Benchmark (don't have enough time to do it properly so might not be accurate):-
- When memory is more than enough, 3-5% faster.
- When memory is scarce, I can see up to 15% faster (One of my tests that does
GROUP ALL)
*I need a proper benchmark. Can anyone give me good test cases or try this out
and record the result for me?*
This is a preview one. More micro-tuning + testing has to be done.
was (Author: pi_song):
I have designed and implemented GenerationalSpillableMemoryManager (See
diagram)
(1) Resources (bags) are registered through registerResource method. They are
maintained internally as WeakReferences. HandleNotification does accepting
memory pressure from MXBean.
(2) The resource references are divided into two generation: eden, and survivor
(generational memory manager concept). When reclaiming memory, resources in
eden will be reclaimed first. If that is not enough, resources in the older
generation will be reclaimed. This is solely for optimization.

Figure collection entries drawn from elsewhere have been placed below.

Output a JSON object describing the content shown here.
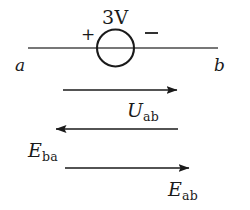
{
  "figure": {
    "type": "circuit-diagram",
    "background_color": "#ffffff",
    "ink_color": "#1a1a1a",
    "circuit": {
      "source_symbol": "circle",
      "source_value": "3V",
      "positive_terminal": "+",
      "negative_terminal": "−",
      "terminal_a": "a",
      "terminal_b": "b"
    },
    "vectors": [
      {
        "label_main": "U",
        "label_sub": "ab",
        "direction": "right"
      },
      {
        "label_main": "E",
        "label_sub": "ba",
        "direction": "left"
      },
      {
        "label_main": "E",
        "label_sub": "ab",
        "direction": "right"
      }
    ]
  }
}
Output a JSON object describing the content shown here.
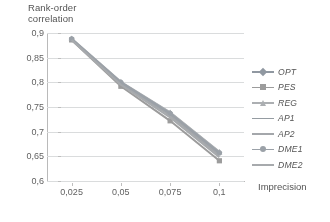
{
  "chart_data": {
    "type": "line",
    "title": "",
    "xlabel": "Imprecision",
    "ylabel": "Rank-order\ncorrelation",
    "x": [
      0.025,
      0.05,
      0.075,
      0.1
    ],
    "xtick_labels": [
      "0,025",
      "0,05",
      "0,075",
      "0,1"
    ],
    "ytick_labels": [
      "0,9",
      "0,85",
      "0,8",
      "0,75",
      "0,7",
      "0,65",
      "0,6"
    ],
    "ytick_values": [
      0.9,
      0.85,
      0.8,
      0.75,
      0.7,
      0.65,
      0.6
    ],
    "xlim": [
      0.0125,
      0.1125
    ],
    "ylim": [
      0.6,
      0.9
    ],
    "grid": "horizontal",
    "legend_position": "right",
    "series": [
      {
        "name": "OPT",
        "marker": "diamond",
        "color": "#8796a8",
        "values": [
          0.888,
          0.8,
          0.738,
          0.658
        ]
      },
      {
        "name": "PES",
        "marker": "square",
        "color": "#9a9a9a",
        "values": [
          0.886,
          0.792,
          0.722,
          0.641
        ]
      },
      {
        "name": "REG",
        "marker": "triangle",
        "color": "#a8aeb4",
        "values": [
          0.889,
          0.801,
          0.739,
          0.659
        ]
      },
      {
        "name": "AP1",
        "marker": "none",
        "color": "#8d9aa6",
        "values": [
          0.887,
          0.799,
          0.736,
          0.655
        ]
      },
      {
        "name": "AP2",
        "marker": "none",
        "color": "#9fa6ad",
        "values": [
          0.887,
          0.797,
          0.733,
          0.652
        ]
      },
      {
        "name": "DME1",
        "marker": "circle",
        "color": "#93a0ac",
        "values": [
          0.888,
          0.8,
          0.737,
          0.657
        ]
      },
      {
        "name": "DME2",
        "marker": "none",
        "color": "#a3a9af",
        "values": [
          0.886,
          0.795,
          0.729,
          0.648
        ]
      }
    ]
  },
  "axes": {
    "y_title": "Rank-order\ncorrelation",
    "x_title": "Imprecision"
  },
  "legend": {
    "items": [
      {
        "label": "OPT"
      },
      {
        "label": "PES"
      },
      {
        "label": "REG"
      },
      {
        "label": "AP1"
      },
      {
        "label": "AP2"
      },
      {
        "label": "DME1"
      },
      {
        "label": "DME2"
      }
    ]
  },
  "colors": {
    "gridline": "#d9dde0",
    "axis": "#b9b9b9",
    "text": "#4d4d4d",
    "background": "#ffffff"
  }
}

(3) In each generation, sub-generations are maintain as a linkedlist (blue
nodes in the diagram). Each node in the list contains a fixed size array (save
memory) of WeakReferences.
(4) When a new resource is registered, it will be stored in the tail of
sub-generation list. When the tail node is full, a new tail will be added.

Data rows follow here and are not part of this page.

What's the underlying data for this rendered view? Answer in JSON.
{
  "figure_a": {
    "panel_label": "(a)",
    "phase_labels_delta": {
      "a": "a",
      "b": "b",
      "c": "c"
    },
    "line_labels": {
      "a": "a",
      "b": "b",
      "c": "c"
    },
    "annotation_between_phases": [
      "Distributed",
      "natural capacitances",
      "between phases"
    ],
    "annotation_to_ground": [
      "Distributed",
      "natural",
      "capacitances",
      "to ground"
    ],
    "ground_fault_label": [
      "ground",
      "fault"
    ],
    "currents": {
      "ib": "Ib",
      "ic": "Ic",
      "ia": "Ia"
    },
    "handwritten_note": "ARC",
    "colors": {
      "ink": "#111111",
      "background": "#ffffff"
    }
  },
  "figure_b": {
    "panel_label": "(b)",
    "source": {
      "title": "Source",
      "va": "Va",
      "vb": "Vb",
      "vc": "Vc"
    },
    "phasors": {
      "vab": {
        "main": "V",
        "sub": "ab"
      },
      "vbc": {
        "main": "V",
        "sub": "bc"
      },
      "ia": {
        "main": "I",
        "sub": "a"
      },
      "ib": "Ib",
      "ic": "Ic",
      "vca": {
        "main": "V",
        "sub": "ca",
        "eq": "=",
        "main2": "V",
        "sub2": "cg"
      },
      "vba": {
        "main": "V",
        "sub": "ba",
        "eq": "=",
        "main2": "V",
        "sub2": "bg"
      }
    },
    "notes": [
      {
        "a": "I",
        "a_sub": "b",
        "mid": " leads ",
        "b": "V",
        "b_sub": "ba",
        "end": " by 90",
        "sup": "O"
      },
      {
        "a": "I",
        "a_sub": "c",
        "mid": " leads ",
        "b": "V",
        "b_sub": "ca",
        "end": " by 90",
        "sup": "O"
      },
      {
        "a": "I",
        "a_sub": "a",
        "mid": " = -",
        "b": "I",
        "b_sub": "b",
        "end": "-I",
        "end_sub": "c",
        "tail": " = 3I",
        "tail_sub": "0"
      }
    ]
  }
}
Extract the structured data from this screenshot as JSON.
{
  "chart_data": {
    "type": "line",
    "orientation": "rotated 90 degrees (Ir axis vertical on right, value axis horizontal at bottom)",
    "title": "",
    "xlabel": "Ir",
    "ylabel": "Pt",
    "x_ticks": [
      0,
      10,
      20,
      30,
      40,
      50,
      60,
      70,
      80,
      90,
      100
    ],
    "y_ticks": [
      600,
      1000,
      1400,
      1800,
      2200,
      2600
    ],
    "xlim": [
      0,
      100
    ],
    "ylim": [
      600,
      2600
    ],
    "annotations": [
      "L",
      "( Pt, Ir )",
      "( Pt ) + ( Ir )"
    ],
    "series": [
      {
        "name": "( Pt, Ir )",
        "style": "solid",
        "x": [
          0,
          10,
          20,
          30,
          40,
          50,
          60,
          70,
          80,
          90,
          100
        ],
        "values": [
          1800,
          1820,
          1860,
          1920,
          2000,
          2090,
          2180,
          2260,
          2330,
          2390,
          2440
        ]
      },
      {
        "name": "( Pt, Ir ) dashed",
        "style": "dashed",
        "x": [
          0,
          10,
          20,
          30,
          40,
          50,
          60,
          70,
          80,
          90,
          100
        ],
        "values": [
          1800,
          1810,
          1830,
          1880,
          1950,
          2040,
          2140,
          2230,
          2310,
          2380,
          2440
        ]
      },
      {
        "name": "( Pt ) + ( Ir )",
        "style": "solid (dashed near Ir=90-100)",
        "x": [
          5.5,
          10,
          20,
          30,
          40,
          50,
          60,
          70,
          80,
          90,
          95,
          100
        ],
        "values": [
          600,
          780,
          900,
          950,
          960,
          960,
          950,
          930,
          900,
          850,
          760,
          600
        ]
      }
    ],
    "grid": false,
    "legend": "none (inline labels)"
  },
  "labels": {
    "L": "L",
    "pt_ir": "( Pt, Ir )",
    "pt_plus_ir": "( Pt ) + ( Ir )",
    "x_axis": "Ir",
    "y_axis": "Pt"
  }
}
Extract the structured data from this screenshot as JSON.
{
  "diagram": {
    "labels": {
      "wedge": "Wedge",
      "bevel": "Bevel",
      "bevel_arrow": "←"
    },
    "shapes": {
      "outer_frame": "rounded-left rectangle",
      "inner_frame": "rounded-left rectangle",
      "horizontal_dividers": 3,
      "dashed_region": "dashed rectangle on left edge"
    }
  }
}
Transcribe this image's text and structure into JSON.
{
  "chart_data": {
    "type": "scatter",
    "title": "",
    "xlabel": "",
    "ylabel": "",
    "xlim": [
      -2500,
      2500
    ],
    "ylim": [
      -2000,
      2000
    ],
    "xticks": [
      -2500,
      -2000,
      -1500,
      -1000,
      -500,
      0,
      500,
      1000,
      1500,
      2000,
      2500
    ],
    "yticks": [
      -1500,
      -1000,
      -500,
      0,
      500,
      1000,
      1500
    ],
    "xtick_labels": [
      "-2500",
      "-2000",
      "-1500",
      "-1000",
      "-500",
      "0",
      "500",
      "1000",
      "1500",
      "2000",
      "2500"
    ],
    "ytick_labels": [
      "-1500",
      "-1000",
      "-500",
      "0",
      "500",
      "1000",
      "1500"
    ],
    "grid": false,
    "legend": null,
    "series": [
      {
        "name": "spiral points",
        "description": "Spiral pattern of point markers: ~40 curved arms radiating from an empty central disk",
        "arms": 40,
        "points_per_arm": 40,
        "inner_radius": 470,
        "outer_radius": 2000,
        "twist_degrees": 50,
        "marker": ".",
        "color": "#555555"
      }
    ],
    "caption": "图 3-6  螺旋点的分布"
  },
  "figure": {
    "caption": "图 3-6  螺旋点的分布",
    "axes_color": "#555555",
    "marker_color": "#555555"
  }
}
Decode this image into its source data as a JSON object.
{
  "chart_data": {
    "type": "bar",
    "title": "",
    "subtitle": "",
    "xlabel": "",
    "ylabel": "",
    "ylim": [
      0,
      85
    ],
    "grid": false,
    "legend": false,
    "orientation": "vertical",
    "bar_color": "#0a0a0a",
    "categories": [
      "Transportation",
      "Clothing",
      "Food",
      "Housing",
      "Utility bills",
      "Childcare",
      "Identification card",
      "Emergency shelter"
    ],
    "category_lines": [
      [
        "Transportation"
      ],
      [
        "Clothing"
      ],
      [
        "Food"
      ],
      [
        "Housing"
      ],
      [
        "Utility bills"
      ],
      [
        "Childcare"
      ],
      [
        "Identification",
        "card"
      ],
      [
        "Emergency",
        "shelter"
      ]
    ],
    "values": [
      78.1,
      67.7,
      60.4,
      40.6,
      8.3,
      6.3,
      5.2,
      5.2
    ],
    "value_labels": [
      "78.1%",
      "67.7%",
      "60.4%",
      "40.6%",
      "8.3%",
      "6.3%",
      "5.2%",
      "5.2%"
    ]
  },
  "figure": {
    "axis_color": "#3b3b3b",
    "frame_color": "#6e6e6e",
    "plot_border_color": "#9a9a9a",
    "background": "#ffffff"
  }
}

(5) Memory reclaim is done from the head of sub-generation list (older).
Resources that survive a reclaim will be relocated to survivor generation (They
have lived long enough). This helps avoid in use bags being spilled and read
over and over.
(6) Due to (4) and (5) "Register" and "Reclaim" will not have much lock
contention because most of the time, they operate on different data.
Reclaim activity can be activated in two ways:-
- Memory pressure from MXBean
- RegisterResource method is where all the resources come from so we maintain a
counter here. When the counter exceeds a threshold, activate a reclaim. This
way the number of null WeakReferences will be controlled. (Having a timer that
wakes up periodically doesn't sound right to me. Why cleaning up when there is
no movement? )
Assumptions:-
- MapReduce is a repetitive work so most resources should have statistically
same lifespan ( = Alan's assumption). (Evidence = intermediate bags generated
from map work)
- Ones that survive while others that were created the same time are no longer
in use must be special and tend to live much longer.

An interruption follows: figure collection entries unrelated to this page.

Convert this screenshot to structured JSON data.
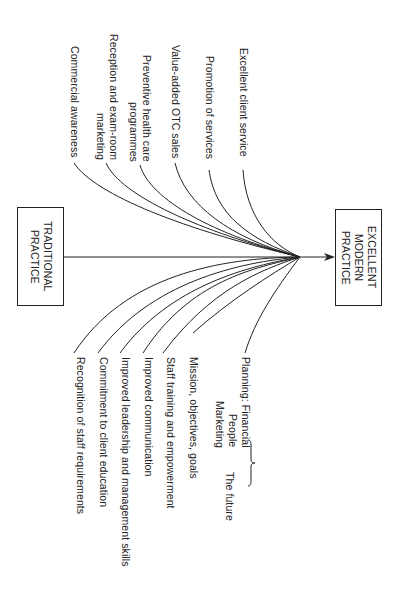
{
  "diagram": {
    "orientation": "rotated-90-clockwise",
    "source_box": {
      "label_line1": "TRADITIONAL",
      "label_line2": "PRACTICE"
    },
    "target_box": {
      "label_line1": "EXCELLENT",
      "label_line2": "MODERN",
      "label_line3": "PRACTICE"
    },
    "upper_branches": [
      {
        "line1": "Excellent client service"
      },
      {
        "line1": "Promotion of services"
      },
      {
        "line1": "Value-added OTC sales"
      },
      {
        "line1": "Preventive health care",
        "line2": "programmes"
      },
      {
        "line1": "Reception and exam-room",
        "line2": "marketing"
      },
      {
        "line1": "Commercial awareness"
      }
    ],
    "lower_branches": [
      {
        "line1": "Planning: Financial",
        "line2": "People",
        "line3": "Marketing"
      },
      {
        "line1": "Mission, objectives, goals"
      },
      {
        "line1": "Staff training and empowerment"
      },
      {
        "line1": "Improved communication"
      },
      {
        "line1": "Improved leadership and management skills"
      },
      {
        "line1": "Commitment to client education"
      },
      {
        "line1": "Recognition of staff requirements"
      }
    ],
    "brace_label": "The future",
    "colors": {
      "line": "#222222",
      "background": "#ffffff"
    }
  }
}
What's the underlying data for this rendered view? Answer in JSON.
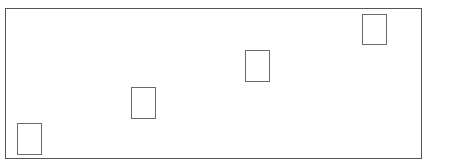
{
  "diagram": {
    "frame": {
      "left": 5,
      "top": 8,
      "width": 419,
      "height": 153,
      "border_color": "#555555"
    },
    "boxes": [
      {
        "id": "box-1",
        "left": 17,
        "top": 123,
        "width": 25,
        "height": 32
      },
      {
        "id": "box-2",
        "left": 131,
        "top": 87,
        "width": 25,
        "height": 32
      },
      {
        "id": "box-3",
        "left": 245,
        "top": 50,
        "width": 25,
        "height": 32
      },
      {
        "id": "box-4",
        "left": 362,
        "top": 14,
        "width": 25,
        "height": 31
      }
    ],
    "box_border_color": "#6a6a6a"
  }
}
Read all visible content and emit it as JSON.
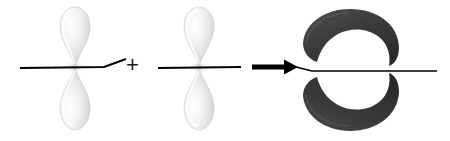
{
  "diagram": {
    "type": "orbital-combination",
    "width": 450,
    "height": 141,
    "background_color": "#ffffff",
    "axis_color": "#000000",
    "operator_plus": "+",
    "operands": [
      {
        "name": "p-orbital-left",
        "kind": "p-orbital",
        "node_x": 75,
        "node_y": 67,
        "lobe_fill_light": "#fcfcfc",
        "lobe_fill_mid": "#e2e2e2",
        "lobe_fill_dark": "#bdbdbd",
        "lobe_top_label": "upper lobe",
        "lobe_bottom_label": "lower lobe",
        "axis_start_x": 20,
        "axis_end_x": 104,
        "axis_kink_x": 126,
        "axis_kink_y": 59
      },
      {
        "name": "p-orbital-right",
        "kind": "p-orbital",
        "node_x": 199,
        "node_y": 67,
        "lobe_fill_light": "#fcfcfc",
        "lobe_fill_mid": "#e2e2e2",
        "lobe_fill_dark": "#bdbdbd",
        "lobe_top_label": "upper lobe",
        "lobe_bottom_label": "lower lobe",
        "axis_start_x": 158,
        "axis_end_x": 241
      }
    ],
    "arrow": {
      "name": "reaction-arrow",
      "direction": "right",
      "start_x": 252,
      "end_x": 297,
      "y": 67,
      "color": "#000000"
    },
    "product": {
      "name": "pi-antibonding-orbital",
      "kind": "crescent-pair",
      "fill_light": "#4a4a4a",
      "fill_mid": "#3a3a3a",
      "fill_dark": "#2a2a2a",
      "upper_label": "upper crescent lobe",
      "lower_label": "lower crescent lobe",
      "axis_start_x": 300,
      "axis_end_x": 437,
      "axis_y": 70,
      "nodal_gap_y": 70
    }
  }
}
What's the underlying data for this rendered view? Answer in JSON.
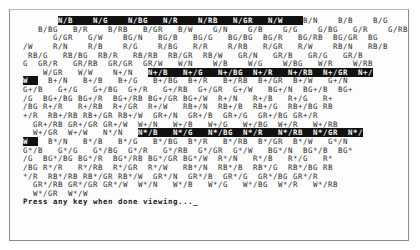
{
  "screen": {
    "columns": 80,
    "slot_width": 7,
    "colors": {
      "text": "#2a2a2a",
      "highlight_bg": "#111111",
      "highlight_fg": "#f4f4f4",
      "frame": "#8a8a8a"
    },
    "color_codes": [
      "N",
      "B",
      "G",
      "BG",
      "R",
      "RB",
      "GR",
      "W"
    ],
    "intensity_groups": [
      {
        "suffix": "",
        "label": "normal"
      },
      {
        "suffix": "+",
        "label": "bright"
      },
      {
        "suffix": "*",
        "label": "blink"
      }
    ],
    "lines": [
      [
        {
          "t": "       "
        },
        {
          "t": "N/B    N/G    N/BG   N/R    N/RB   N/GR   N/W    ",
          "hl": true
        },
        {
          "t": "B/N    B/B    B/G    "
        }
      ],
      [
        {
          "t": "   B/BG   B/R    B/RB   B/GR   B/W    G/N    G/B    G/G    G/BG   G/R    G/RB"
        }
      ],
      [
        {
          "t": "      G/GR   G/W    BG/N   BG/B   BG/G   BG/BG  BG/R   BG/RB  BG/GR  BG"
        }
      ],
      [
        {
          "t": "/W    R/N    R/B    R/G    R/BG   R/R    R/RB   R/GR   R/W    RB/N   RB/B"
        }
      ],
      [
        {
          "t": " RB/G   RB/BG  RB/R   RB/RB  RB/GR  RB/W   GR/N   GR/B   GR/G   GR/B"
        }
      ],
      [
        {
          "t": "G  GR/R   GR/RB  GR/GR  GR/W   W/N    W/B    W/G    W/BG   W/R    W/RB"
        }
      ],
      [
        {
          "t": "    W/GR   W/W    N+/N   "
        },
        {
          "t": "N+/B   N+/G   N+/BG  N+/R   N+/RB  N+/GR  N+/",
          "hl": true
        }
      ],
      [
        {
          "t": "W  ",
          "hl": true
        },
        {
          "t": "  B+/N   B+/B   B+/G   B+/BG  B+/R   B+/RB  B+/GR  B+/W   G+/N"
        }
      ],
      [
        {
          "t": "G+/B   G+/G   G+/BG  G+/R   G+/RB  G+/GR  G+/W   BG+/N  BG+/B  BG+"
        }
      ],
      [
        {
          "t": "/G  BG+/BG BG+/R  BG+/RB BG+/GR BG+/W  R+/N   R+/B   R+/G   R+"
        }
      ],
      [
        {
          "t": "/BG R+/R   R+/RB  R+/GR  R+/W   RB+/N  RB+/B  RB+/G  RB+/BG RB"
        }
      ],
      [
        {
          "t": "+/R  RB+/RB RB+/GR RB+/W  GR+/N  GR+/B  GR+/G  GR+/BG GR+/R"
        }
      ],
      [
        {
          "t": "  GR+/RB GR+/GR GR+/W  W+/N   W+/B   W+/G   W+/BG  W+/R   W+/RB"
        }
      ],
      [
        {
          "t": "  W+/GR  W+/W   N*/N   "
        },
        {
          "t": "N*/B   N*/G   N*/BG  N*/R   N*/RB  N*/GR  N*/",
          "hl": true
        }
      ],
      [
        {
          "t": "W  ",
          "hl": true
        },
        {
          "t": "  B*/N   B*/B   B*/G   B*/BG  B*/R   B*/RB  B*/GR  B*/W   G*/N"
        }
      ],
      [
        {
          "t": "G*/B   G*/G   G*/BG  G*/R   G*/RB  G*/GR  G*/W   BG*/N  BG*/B  BG*"
        }
      ],
      [
        {
          "t": "/G  BG*/BG BG*/R  BG*/RB BG*/GR BG*/W  R*/N   R*/B   R*/G   R*"
        }
      ],
      [
        {
          "t": "/BG R*/R   R*/RB  R*/GR  R*/W   RB*/N  RB*/B  RB*/G  RB*/BG RB"
        }
      ],
      [
        {
          "t": "*/R  RB*/RB RB*/GR RB*/W  GR*/N  GR*/B  GR*/G  GR*/BG GR*/R"
        }
      ],
      [
        {
          "t": "  GR*/RB GR*/GR GR*/W  W*/N   W*/B   W*/G   W*/BG  W*/R   W*/RB"
        }
      ],
      [
        {
          "t": "  W*/GR  W*/W"
        }
      ]
    ],
    "prompt": "Press any key when done viewing..._"
  }
}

Benchmark (don't have enough time to do it properly so might not be accurate):-
- When memory is more than enough, 3-5% faster.
- When memory is scarce, I can see up to 15% faster (One of my tests that does
GROUP ALL)
*I need a proper benchmark. Can anyone give me good test cases or try this out
and record the result for me?*
This is a preview one. More micro-tuning + testing has to be done.
> Experiment : A proper bag memory manager.
> -----------------------------------------
>
> Key: PIG-167
> URL: https://issues.apache.org/jira/browse/PIG-167
> Project: Pig
> Issue Type: Improvement
> Reporter: Pi Song
> Attachments: diagram.gif, MemManager0.patch
>
>
> According to PIG-164, I think we still have room for improvement:-
> 1) Alan said
> {quote}
> "It rests on the assumption that data bags generally live about the same
> amount of time, thus there won't be a long lived databag at the head of the
> list blocking the cleaning of many stale references later in the list."
> {quote}
> By looking at a line of code in SpillableMemoryManager
> {noformat}
> Collections.sort(spillables, new Comparator<WeakReference<Spillable>>() {
> {noformat}
> - Alan's assumption might be wrong after the memory manager tries to spill
> the list.
> - I don't understand why this has to be sorted and start spilling from the
> smallest bags first. Most file systems are not good at handling small files
> (specially ext2/ext3).
> 2) We use a linkedlist to maintain WeakReference. Normally a linkedlist
> consumes double as much memory that an array would consume(for pointers).
> Should it be better to change LinkedList to Array or ArrayList?
> 3) In SpillableMemoryManager, handleNotification which does a kind of I/O
> intensive job shares the same lock with registerSpillable. This doesn't seem
> to be efficient.
> 4) Sometimes I recognized that the bag currently in use got spilled and read
> back over and over again. Essentially, the memory manager should consider
> spilling bags currently not in use first.